A recent video e-mail doing the rounds bearing the above name, has a young baby going into hysterics at ripping up pieces of paper held presumably by its father.
As a father of three who all went through a similar stage, that scene resonated with me. I still remember our own first experience with this phenomenon with our first –born. I can’t actually remember what the gift was, but it was rather expensive in those days, and she liked it a little bit, but her favourite toy at the time was something else.
You see as well as buying her this new toy, I also bought myself a new lunch box, as my old plastic one was cracked at the hinge and no longer as effective for its proper purpose. So it was headed for the rubbish bin when "someone" claimed it for her latest toy and had it for quite some time till it eventually disappeared.
Now in this day and age, when there is more and more every day to spend our, less & less (It seems) money on, do we not sometimes need to revert back to the mind of these little ones and find real pleasure, not in the flash and fancy, but in the plain and simple things of Life.
Now don’t get me wrong here, I am not advocating buying yourself new things and given your old worn out ones away as gifts. Not at all. However I am suggesting that we don’t always have to break the budget or the bank, to get our loved ones (Big and small,) gifts. Often we could get them more simpler gifts, couldn’t we? Gifts that they may actually prefer over the more flashier, expensive, and less personal ones, hey?
What say you? Have you ever given it a thought? Put another way, how many gifts have you received that when you have guessed /realised was spent on it, had have wished that they had of just given you half that amount in cash, as you could have put it to better use?
This is what I am suggesting. Not so much spending less on your loved ones, but spending more wisely and effectively for them. Giving them what they really would appreciate, rather than what you think they would appreciate. What say you?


Exercise aim –
Go through the data below and copy each line that includes "rays".

Excerpts from a figure dataset
════════════════════
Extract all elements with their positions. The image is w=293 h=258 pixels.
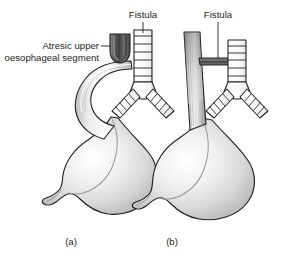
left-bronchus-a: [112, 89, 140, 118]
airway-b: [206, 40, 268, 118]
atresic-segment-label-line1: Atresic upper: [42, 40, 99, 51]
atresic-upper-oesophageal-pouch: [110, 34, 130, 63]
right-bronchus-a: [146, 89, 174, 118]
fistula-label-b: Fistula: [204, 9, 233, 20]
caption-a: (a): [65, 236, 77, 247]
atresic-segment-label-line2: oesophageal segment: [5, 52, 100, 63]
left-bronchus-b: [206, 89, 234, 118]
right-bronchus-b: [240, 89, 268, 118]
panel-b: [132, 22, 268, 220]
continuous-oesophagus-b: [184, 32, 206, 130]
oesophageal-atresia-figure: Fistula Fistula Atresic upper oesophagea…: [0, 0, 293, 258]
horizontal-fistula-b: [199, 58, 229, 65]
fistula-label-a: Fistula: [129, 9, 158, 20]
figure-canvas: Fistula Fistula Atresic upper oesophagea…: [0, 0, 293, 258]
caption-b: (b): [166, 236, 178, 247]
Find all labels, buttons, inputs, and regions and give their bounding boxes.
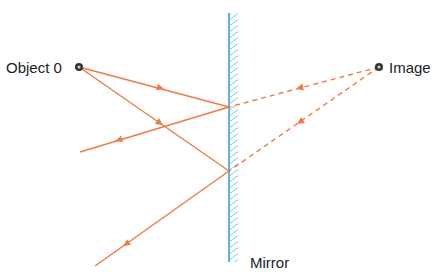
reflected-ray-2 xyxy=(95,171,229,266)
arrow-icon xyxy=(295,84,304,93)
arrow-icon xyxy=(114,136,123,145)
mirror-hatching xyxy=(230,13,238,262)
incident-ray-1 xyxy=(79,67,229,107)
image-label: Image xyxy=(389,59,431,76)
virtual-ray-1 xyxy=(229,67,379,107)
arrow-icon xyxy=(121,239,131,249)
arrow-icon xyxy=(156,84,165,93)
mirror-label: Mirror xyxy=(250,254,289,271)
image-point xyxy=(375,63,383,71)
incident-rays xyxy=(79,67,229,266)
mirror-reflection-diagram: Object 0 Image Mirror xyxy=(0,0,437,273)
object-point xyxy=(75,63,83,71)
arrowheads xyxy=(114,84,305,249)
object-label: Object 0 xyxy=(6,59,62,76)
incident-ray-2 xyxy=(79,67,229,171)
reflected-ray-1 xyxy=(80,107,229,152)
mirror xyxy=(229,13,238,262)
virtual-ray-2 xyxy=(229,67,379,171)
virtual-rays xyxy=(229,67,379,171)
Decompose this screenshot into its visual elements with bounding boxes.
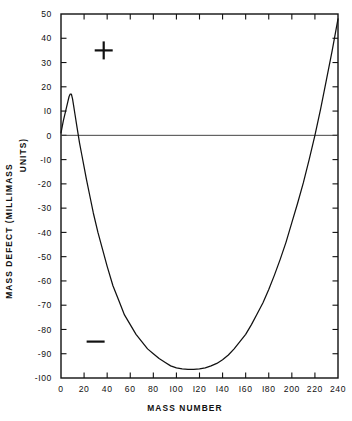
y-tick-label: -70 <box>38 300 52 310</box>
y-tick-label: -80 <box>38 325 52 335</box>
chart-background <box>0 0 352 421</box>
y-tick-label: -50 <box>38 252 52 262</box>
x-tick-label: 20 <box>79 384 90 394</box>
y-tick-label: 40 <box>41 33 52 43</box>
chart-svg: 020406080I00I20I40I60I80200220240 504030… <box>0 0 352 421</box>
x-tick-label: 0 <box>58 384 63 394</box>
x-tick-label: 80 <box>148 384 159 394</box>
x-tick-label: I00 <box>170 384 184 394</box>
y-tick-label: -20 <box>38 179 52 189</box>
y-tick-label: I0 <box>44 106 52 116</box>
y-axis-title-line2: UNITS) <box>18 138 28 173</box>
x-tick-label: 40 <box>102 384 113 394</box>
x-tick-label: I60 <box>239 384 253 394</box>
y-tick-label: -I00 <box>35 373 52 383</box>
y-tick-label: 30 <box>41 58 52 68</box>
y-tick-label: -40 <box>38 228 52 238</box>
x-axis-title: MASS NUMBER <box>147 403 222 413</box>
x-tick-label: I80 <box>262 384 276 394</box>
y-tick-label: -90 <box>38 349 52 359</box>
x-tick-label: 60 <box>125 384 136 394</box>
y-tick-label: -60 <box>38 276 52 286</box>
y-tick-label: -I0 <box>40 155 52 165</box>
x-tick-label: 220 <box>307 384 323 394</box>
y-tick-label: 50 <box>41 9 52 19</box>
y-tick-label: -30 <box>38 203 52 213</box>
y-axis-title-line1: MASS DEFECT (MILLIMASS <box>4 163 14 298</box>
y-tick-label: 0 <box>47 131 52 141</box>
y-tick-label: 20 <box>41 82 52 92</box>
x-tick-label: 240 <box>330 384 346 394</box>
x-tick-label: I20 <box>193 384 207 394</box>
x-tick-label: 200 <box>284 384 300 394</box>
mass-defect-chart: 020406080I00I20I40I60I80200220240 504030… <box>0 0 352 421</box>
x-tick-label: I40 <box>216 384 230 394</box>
════════════════════
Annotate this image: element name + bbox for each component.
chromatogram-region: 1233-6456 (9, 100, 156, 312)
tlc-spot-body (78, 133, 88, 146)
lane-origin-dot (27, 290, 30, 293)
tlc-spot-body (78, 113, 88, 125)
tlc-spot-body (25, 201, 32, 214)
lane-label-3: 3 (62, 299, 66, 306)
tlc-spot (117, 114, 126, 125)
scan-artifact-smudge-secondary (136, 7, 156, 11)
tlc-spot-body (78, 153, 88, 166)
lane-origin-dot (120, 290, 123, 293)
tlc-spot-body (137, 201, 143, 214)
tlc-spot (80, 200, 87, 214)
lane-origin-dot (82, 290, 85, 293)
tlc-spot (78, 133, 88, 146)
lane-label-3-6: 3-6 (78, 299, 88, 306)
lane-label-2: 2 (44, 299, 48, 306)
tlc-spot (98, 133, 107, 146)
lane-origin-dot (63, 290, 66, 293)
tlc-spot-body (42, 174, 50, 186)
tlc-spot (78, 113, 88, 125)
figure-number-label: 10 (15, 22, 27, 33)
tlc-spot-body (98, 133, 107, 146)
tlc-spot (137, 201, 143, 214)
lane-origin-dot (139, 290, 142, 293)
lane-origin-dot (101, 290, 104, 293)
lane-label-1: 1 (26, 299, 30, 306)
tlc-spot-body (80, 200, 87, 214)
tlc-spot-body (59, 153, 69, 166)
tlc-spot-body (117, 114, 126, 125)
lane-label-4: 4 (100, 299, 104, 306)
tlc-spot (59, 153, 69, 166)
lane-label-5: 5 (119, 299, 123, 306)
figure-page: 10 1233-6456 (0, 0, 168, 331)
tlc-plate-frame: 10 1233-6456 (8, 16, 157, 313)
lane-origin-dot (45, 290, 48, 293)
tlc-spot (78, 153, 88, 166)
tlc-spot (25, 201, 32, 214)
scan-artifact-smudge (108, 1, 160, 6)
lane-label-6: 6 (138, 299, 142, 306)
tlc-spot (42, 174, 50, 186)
════════════════════
Problem solution –
incident-rays xyxy=(79,67,229,266)
virtual-rays xyxy=(229,67,379,171)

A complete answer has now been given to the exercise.